Ratio Analysis and Interpretation
Advanced calculation and interpretation of profitability, liquidity, efficiency, and gearing ratios.
TL;DR:Ratio analysis is the primary tool for evaluating business performance and financial health. In Year 13, students move beyond simple calculations to deep interpretation. They analyse profitability (e.g., ROCE), liquidity (e.g., Acid Test), efficiency (e.g., Inventory Turnover), and gearing. Gearing is particularly important at this level, as it measures the long-term risk associated with a company's debt levels.
About This Topic
Ratio analysis is the primary tool for evaluating business performance and financial health. In Year 13, students move beyond simple calculations to deep interpretation. They analyse profitability (e.g., ROCE), liquidity (e.g., Acid Test), efficiency (e.g., Inventory Turnover), and gearing. Gearing is particularly important at this level, as it measures the long-term risk associated with a company's debt levels.
Students must learn to view ratios through the eyes of different stakeholders, a bank manager cares about liquidity, while a shareholder focuses on dividend yield and ROCE. This topic is the 'storytelling' part of accounting. Students grasp this concept faster through structured discussion and peer explanation, as they learn to connect different ratios to form a coherent picture of a company's strategy and challenges.
Key Questions
- What do gearing ratios reveal about financial risk?
- How can different stakeholders use ratio analysis to inform their decisions?
- What are the limitations of relying solely on historical financial ratios?
Watch Out for These Misconceptions
Common MisconceptionA high current ratio is always a sign of a strong business.
What to Teach Instead
A very high ratio might mean the business is inefficiently holding too much idle cash or obsolete stock. Peer-comparing a 'healthy' ratio with an 'excessive' one helps students understand the balance between safety and efficiency.
Common MisconceptionRatios provide a complete picture of a company's performance.
What to Teach Instead
Ratios are based on historical data and can be manipulated by 'window dressing'. Using a case study of a failed company that had 'good' ratios right before collapsing helps students appreciate the limitations of the data.
Active Learning Ideas
See all activities→Gallery Walk
The Ratio Detective
Post the ratios of four anonymous companies (e.g., a supermarket, a tech startup, a utility company, and a luxury retailer). Students move in pairs to match the ratios to the industry, justifying their choices based on typical business models.
Formal Debate
To Lend or Not to Lend?
One group acts as a company applying for a loan, presenting their 'good' profitability ratios. The other group acts as the bank, highlighting 'bad' gearing and liquidity ratios. They debate whether the loan should be approved.
Think-Pair-Share
The Gearing Trade-off
Students consider a scenario where a company takes on massive debt to fund expansion. They discuss in pairs: 'Is high gearing always a sign of weakness?' and then share their thoughts on risk versus reward with the class.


- _Task requirements_:
Look through the data below and count each line where the word "will" appears. Reply with the count alone.

Stored records
<<<<

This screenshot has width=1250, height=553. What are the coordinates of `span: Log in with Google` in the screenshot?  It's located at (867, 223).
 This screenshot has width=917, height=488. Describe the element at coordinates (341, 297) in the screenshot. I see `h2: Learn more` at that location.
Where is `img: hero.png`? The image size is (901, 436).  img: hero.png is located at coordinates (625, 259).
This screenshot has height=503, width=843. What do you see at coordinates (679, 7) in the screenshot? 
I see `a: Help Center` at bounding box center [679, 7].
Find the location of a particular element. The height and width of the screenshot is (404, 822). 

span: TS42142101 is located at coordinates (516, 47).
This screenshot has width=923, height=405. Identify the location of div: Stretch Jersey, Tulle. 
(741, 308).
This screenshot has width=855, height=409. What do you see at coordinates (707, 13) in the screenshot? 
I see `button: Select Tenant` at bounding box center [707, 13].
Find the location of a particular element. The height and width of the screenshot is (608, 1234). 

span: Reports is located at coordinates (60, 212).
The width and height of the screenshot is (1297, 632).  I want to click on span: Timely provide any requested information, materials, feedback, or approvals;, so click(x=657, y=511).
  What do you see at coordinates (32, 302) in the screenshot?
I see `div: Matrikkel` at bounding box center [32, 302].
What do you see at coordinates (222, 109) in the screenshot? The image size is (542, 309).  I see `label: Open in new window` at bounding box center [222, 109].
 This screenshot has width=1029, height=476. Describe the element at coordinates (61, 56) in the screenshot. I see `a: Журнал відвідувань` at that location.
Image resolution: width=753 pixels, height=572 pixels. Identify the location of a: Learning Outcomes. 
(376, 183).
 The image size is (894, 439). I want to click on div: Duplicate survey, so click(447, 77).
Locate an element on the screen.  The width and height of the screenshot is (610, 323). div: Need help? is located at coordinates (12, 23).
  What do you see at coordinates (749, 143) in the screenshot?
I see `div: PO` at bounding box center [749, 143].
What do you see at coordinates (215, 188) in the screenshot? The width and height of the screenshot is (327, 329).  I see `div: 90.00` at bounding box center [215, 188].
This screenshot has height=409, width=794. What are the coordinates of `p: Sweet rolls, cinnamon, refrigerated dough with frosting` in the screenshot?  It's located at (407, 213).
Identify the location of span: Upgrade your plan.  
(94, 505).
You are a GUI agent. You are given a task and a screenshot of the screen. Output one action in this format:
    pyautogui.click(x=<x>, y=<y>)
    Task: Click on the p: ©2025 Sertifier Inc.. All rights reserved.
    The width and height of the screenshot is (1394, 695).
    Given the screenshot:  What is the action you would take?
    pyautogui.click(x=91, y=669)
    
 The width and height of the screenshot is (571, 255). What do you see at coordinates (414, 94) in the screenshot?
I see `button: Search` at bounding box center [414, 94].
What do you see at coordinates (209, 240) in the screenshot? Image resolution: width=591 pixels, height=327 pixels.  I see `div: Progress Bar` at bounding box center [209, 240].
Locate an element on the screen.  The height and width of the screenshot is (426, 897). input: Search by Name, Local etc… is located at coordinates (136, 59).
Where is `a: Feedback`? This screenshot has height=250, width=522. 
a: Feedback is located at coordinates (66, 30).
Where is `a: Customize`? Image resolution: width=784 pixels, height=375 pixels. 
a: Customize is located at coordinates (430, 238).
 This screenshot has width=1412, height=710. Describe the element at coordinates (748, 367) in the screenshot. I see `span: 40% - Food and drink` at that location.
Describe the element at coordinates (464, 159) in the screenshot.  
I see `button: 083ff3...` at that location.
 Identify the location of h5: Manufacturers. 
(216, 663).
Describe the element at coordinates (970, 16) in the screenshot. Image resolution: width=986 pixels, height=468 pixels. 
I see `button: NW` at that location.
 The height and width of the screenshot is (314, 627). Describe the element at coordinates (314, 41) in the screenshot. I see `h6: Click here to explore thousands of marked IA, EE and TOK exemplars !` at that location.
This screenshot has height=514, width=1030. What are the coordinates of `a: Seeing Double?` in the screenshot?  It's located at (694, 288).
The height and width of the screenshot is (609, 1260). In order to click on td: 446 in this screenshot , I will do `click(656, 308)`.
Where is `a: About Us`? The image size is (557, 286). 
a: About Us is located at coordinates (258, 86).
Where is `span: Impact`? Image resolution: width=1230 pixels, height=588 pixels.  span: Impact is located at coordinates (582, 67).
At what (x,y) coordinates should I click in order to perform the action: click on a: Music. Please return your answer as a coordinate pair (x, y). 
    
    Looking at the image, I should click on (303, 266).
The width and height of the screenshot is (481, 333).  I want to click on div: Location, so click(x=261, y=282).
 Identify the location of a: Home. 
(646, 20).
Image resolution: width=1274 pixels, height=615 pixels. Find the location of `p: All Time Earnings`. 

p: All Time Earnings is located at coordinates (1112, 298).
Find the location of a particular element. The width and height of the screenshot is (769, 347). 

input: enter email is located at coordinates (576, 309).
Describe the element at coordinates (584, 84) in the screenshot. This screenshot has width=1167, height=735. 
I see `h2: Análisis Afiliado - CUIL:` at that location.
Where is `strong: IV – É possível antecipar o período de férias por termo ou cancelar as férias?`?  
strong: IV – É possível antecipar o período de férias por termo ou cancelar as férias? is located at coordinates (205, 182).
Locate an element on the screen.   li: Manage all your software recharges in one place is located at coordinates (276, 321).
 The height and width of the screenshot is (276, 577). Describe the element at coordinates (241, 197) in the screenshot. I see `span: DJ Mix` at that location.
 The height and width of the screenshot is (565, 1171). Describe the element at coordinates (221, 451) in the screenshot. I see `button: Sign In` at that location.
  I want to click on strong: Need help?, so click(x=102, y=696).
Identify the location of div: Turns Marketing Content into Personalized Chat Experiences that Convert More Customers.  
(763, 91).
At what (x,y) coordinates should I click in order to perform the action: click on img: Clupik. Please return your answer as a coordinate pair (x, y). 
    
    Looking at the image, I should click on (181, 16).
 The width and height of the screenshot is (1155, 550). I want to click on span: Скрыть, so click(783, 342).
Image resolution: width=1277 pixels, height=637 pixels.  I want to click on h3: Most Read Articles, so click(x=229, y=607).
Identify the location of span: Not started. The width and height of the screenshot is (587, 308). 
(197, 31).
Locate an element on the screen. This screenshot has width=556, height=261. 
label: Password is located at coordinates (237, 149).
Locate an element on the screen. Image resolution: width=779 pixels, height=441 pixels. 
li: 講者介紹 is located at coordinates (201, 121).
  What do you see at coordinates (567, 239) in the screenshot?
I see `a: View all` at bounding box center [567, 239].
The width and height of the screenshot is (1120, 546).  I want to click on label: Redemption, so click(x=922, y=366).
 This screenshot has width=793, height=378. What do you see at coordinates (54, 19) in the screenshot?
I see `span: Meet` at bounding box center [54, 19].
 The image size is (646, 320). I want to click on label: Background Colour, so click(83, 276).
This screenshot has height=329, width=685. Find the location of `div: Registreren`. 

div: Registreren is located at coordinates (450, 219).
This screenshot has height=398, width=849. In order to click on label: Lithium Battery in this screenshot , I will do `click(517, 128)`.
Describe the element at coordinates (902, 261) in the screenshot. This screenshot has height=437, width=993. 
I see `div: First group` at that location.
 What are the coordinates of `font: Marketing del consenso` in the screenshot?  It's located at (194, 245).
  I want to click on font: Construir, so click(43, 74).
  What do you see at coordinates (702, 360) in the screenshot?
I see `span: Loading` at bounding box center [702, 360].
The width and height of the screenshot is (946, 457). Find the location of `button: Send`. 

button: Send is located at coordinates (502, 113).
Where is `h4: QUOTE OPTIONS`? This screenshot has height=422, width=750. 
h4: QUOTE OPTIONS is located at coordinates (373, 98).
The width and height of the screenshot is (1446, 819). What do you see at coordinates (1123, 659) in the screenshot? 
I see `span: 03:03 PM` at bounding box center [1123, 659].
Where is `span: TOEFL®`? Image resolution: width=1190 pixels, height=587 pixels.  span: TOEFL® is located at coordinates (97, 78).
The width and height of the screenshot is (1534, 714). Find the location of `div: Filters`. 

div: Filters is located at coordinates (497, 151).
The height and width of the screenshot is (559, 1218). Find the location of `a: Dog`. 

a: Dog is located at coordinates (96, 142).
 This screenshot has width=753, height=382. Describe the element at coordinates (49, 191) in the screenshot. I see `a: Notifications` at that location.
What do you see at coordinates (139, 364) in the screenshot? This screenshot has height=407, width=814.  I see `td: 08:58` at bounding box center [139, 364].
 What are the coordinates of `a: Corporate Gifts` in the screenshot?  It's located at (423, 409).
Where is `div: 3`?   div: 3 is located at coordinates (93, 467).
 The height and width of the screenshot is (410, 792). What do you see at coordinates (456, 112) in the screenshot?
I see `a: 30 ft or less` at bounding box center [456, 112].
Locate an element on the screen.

>>>>

- _Result of the task_:
2